Insight

24 September 2020

 

Cogito Ergo Non Serviam

Sir Harold Evans, 1928-2020

 

To the great relief of the world's evil-doers, Sir Harold Evans passed away at the age of 92 yesterday. As Robert Woodward and Carl Bernstein were the finest example of American investigative journalism, Sir Harold was Britain's. In many ways, having been not just a reporter but an editor, he may have wielded a greater influence on Fleet Street than they had in the US. As the top man at the Sunday Times, he did what journalists do best with their words. Then, he moved to America and became a force at Random House, The New York Daily News and US News & World Report. His last years were at Reuters in the US. In two countries, he comforted the afflicted and afflicted the comfortable.
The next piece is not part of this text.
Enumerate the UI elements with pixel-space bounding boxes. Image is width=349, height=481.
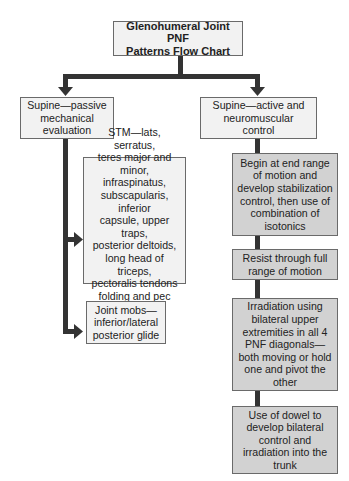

Reuters issued a statement that read in part, "He set the world's gold standard for journalism in the public interest, exposing deadly corporate secrets and the spy scandal of the century."
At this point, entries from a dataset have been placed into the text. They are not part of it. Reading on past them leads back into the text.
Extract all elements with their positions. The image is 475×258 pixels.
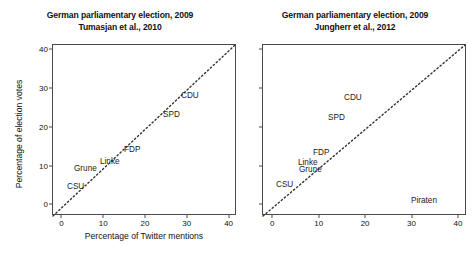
y-tick-label-20: 20 xyxy=(39,122,53,131)
data-label-linke: Linke xyxy=(100,158,120,166)
panel-left-title-line2: Tumasjan et al., 2010 xyxy=(0,22,240,34)
data-label-spd-right: SPD xyxy=(328,114,345,122)
x-tick-label-30-right: 30 xyxy=(407,214,416,228)
x-tick-label-10: 10 xyxy=(99,214,108,228)
panel-right-title-line2: Jungherr et al., 2012 xyxy=(235,22,475,34)
data-label-piraten-right: Piraten xyxy=(411,197,437,205)
x-tick-label-0: 0 xyxy=(59,214,63,228)
plot-area-left: 40 30 20 10 0 0 10 20 30 40 CD xyxy=(52,44,236,215)
data-label-grune: Grune xyxy=(74,165,97,173)
panel-tumasjan: German parliamentary election, 2009 Tuma… xyxy=(0,0,240,258)
x-axis-title-left: Percentage of Twitter mentions xyxy=(52,231,236,241)
panel-left-title: German parliamentary election, 2009 Tuma… xyxy=(0,10,240,33)
data-label-fdp: FDP xyxy=(124,146,140,154)
data-label-csu: CSU xyxy=(67,183,84,191)
panel-left-title-line1: German parliamentary election, 2009 xyxy=(47,10,193,20)
data-label-csu-right: CSU xyxy=(276,181,293,189)
x-tick-label-40-right: 40 xyxy=(453,214,462,228)
x-tick-label-40: 40 xyxy=(224,214,233,228)
x-tick-label-10-right: 10 xyxy=(314,214,323,228)
y-tick-label-30: 30 xyxy=(39,83,53,92)
panel-right-title-line1: German parliamentary election, 2009 xyxy=(282,10,428,20)
x-tick-label-20-right: 20 xyxy=(361,214,370,228)
data-label-cdu-right: CDU xyxy=(344,94,362,102)
y-tick-label-0: 0 xyxy=(44,200,53,209)
x-tick-label-20: 20 xyxy=(141,214,150,228)
x-tick-label-0-right: 0 xyxy=(270,214,274,228)
identity-reference-line-right xyxy=(263,45,467,216)
data-label-cdu: CDU xyxy=(181,92,199,100)
data-label-fdp-right: FDP xyxy=(313,149,329,157)
data-label-grune-right: Grune xyxy=(299,166,322,174)
panel-right-title: German parliamentary election, 2009 Jung… xyxy=(235,10,475,33)
y-tick-label-10: 10 xyxy=(39,161,53,170)
x-tick-label-30: 30 xyxy=(182,214,191,228)
y-axis-title: Percentage of election votes xyxy=(14,49,24,219)
plot-area-right: 0 10 20 30 40 CDU SPD FDP Linke Grune CS… xyxy=(262,44,466,215)
figure-scatter-pair: German parliamentary election, 2009 Tuma… xyxy=(0,0,475,258)
data-label-spd: SPD xyxy=(163,111,180,119)
panel-jungherr: German parliamentary election, 2009 Jung… xyxy=(235,0,475,258)
y-tick-label-40: 40 xyxy=(39,44,53,53)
The New York Times obituary said, "Sometimes risking ruinous fines or even jail, he challenged British libel and national security laws; campaigned successfully for national Pap tests to detect cervical cancer; exposed the horrors of thalidomide; and traced the bungling of Britain's secret intelligence services in the case of' Kim Philby, the double agent who defected to Moscow."

Perhaps the greatest contribution he made was the Insight team at the Sunday Times. Stephen Grey at Reuters summed up the team. "Insight under Evans exposed Russia’s most infamous spy in Britain, Kim Philby. It challenged the official account of the 1972 Bloody Sunday killings in Northern Ireland. And it fought for years and won justice against a corporation, Distillers, on behalf of the children disabled by the company's drug, thalidomide."

Had it not been for Sir Harold, Kim Philby would have remained a nasty little secret. The Bloody Sunday cover-up was only partially successful because the Insight team proved the soldiers fired first. One British soldier was arrested in 2019, but there was insufficient evidence to proceed with a murder trial. Almost 50 years had passed, so that was no surprise. Meanwhile, Distillers did have to pay out for the incompetent production and marketing of thalidomide.

As a good working-class lad, he had no time for Thatcherism. "When she started to dismantle the British economy, the most cogent critic of that policy . . . was the Sunday Times," he told the Independent. "I wrote 70 percent of that criticism myself. When I became editor of the Times, I continued to criticize monetarism."

It was that criticism that got him fired. Rupert Murdoch was allowed to buy the Times Group on the understanding that it would be pro-Thatcher. That deal was denied for years before being proved recently.

In the end, it was all a quest for truth. "There have been many times when I have found that what was presented as truth did not square with what I discovered as a reporter, or later as an editor, learned from good shoe-leather reporters," he observed in My Paper Chase, published in 2009. "We all understand in an age of terrorism that refraining from exposing a lie may be necessary for the protection of innocents. But 'national interest' is an elastic concept that if stretched can snap with a sting."

Or more concisely, "A newspaper is an argument on the way to a deadline."

It is a privilege to even be in the same business as Sir Harold, and an encouraging word a long time ago mattered a great deal to at least one young would-be writer.